I backed down the hall, then stuck the pistol in my belt. "Curb your dog, Runnells. And watch your back." Then, disobeying my own advice, I turned my back on them, walked down the hall, into the entryway, and out the door, closing it behind me. It stayed closed as I watched it in the rearview mirror when I drove away. I didn't expect them to come after me with guns blazing. Carlton Runnells wouldn't have wanted to explain my bullet-riddled corpse.
As I pulled onto the blacktop and headed for home, I felt lousy. True, I now had to my credit a broken jaw and a broken nose. But they didn't even begin to make up for my own broken life.
Chapter 13
I didn't know what to do. I should have gone to the police and told the truth to whoever would listen to me, but I was afraid. All that I had left to lose was my reputation as a good investigator. And that was all I could leave behind to be remembered by—my reputation. My honor, if you will.

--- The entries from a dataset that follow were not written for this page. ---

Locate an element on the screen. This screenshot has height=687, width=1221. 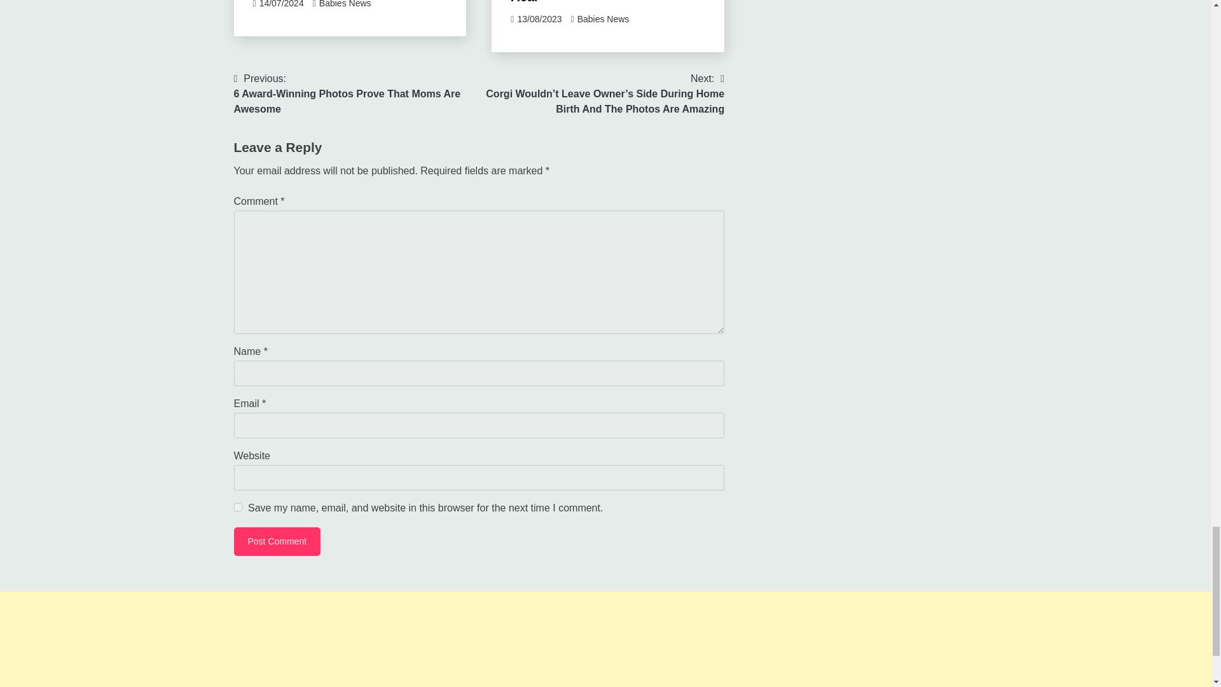
Post Comment is located at coordinates (277, 541).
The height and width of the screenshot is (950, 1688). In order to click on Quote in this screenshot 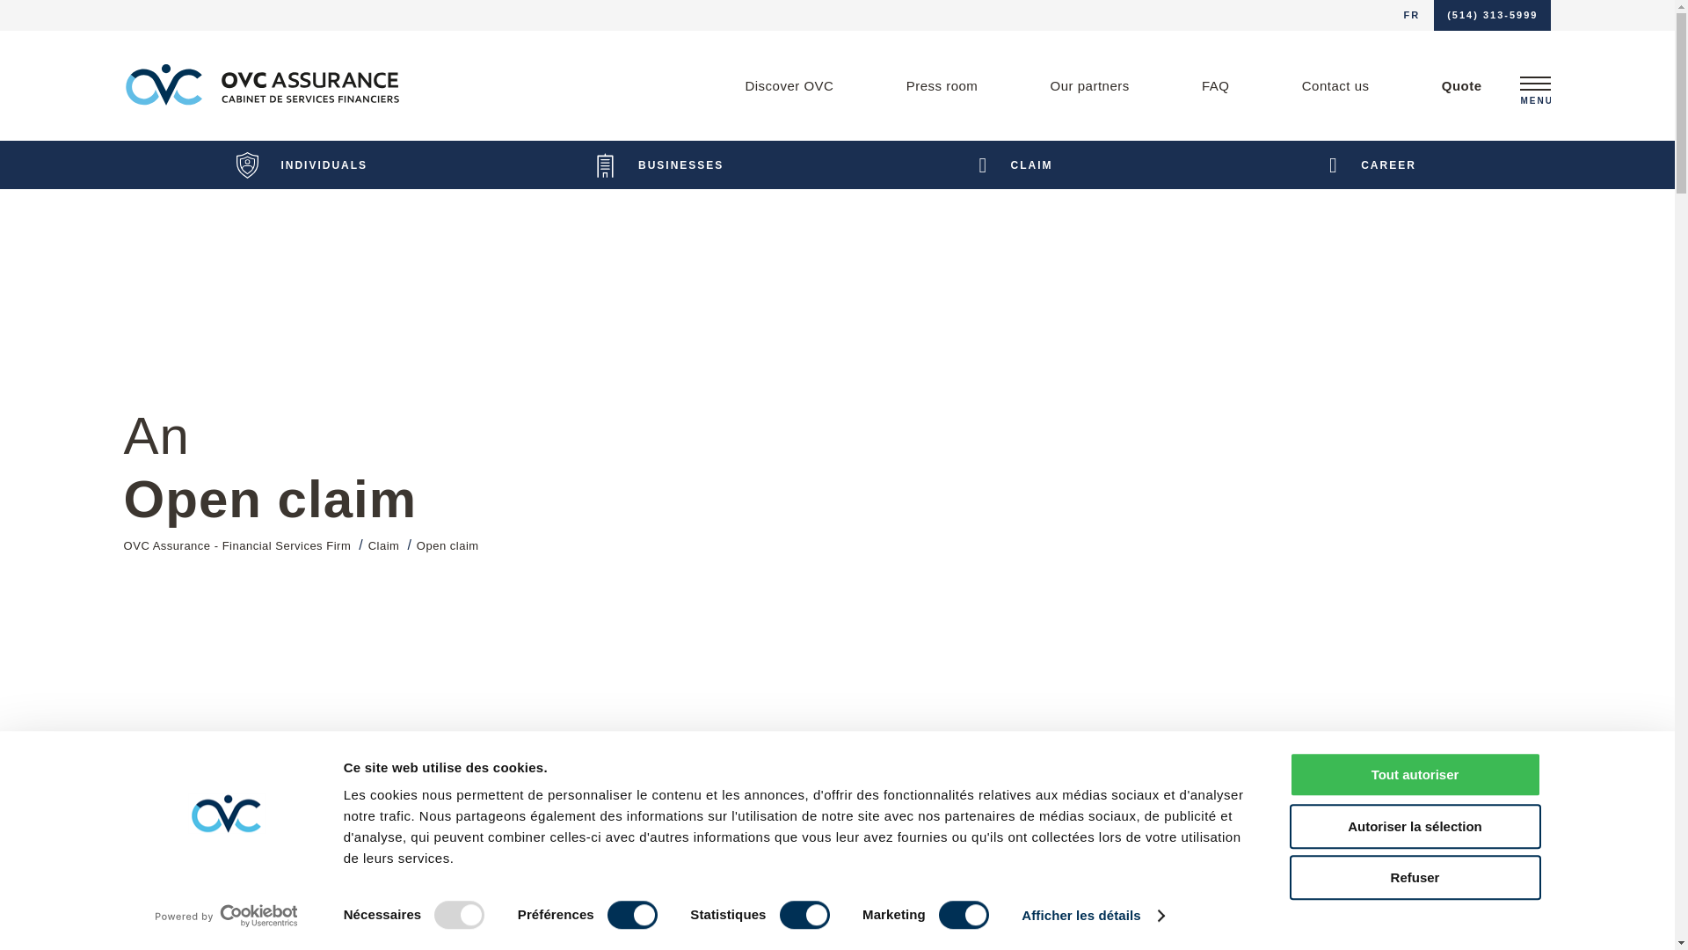, I will do `click(1461, 86)`.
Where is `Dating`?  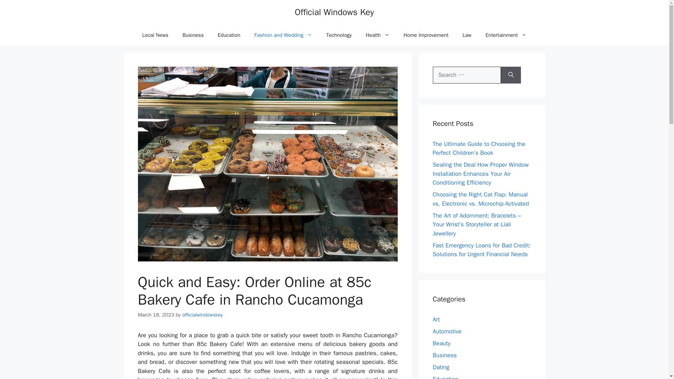
Dating is located at coordinates (441, 367).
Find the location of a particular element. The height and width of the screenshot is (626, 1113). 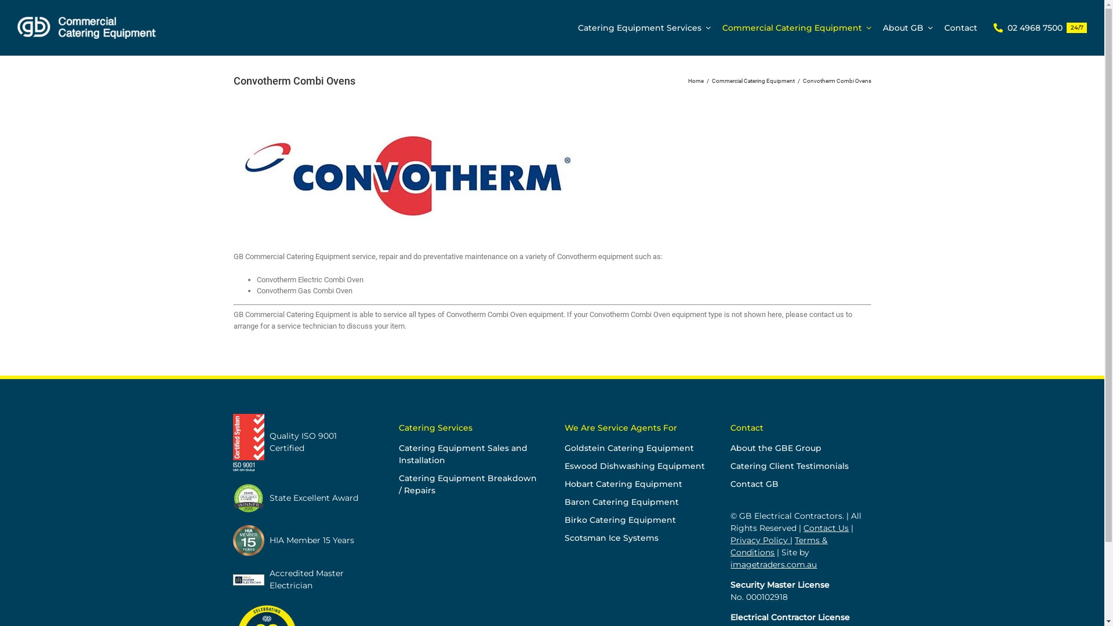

I didn't let Runnells go that first time out of any selfish motive. I got no money out of it, no favors of any sort. I let him go out of compassion, thinking that justice had been served. Runnells would die, and Townes, in a way, had deserved death. But now I found that the situation had been an illusion, and that now, ironically, it was selfishness and self-image that prevented me from turning two vicious and conscienceless killers over to the justice they deserved.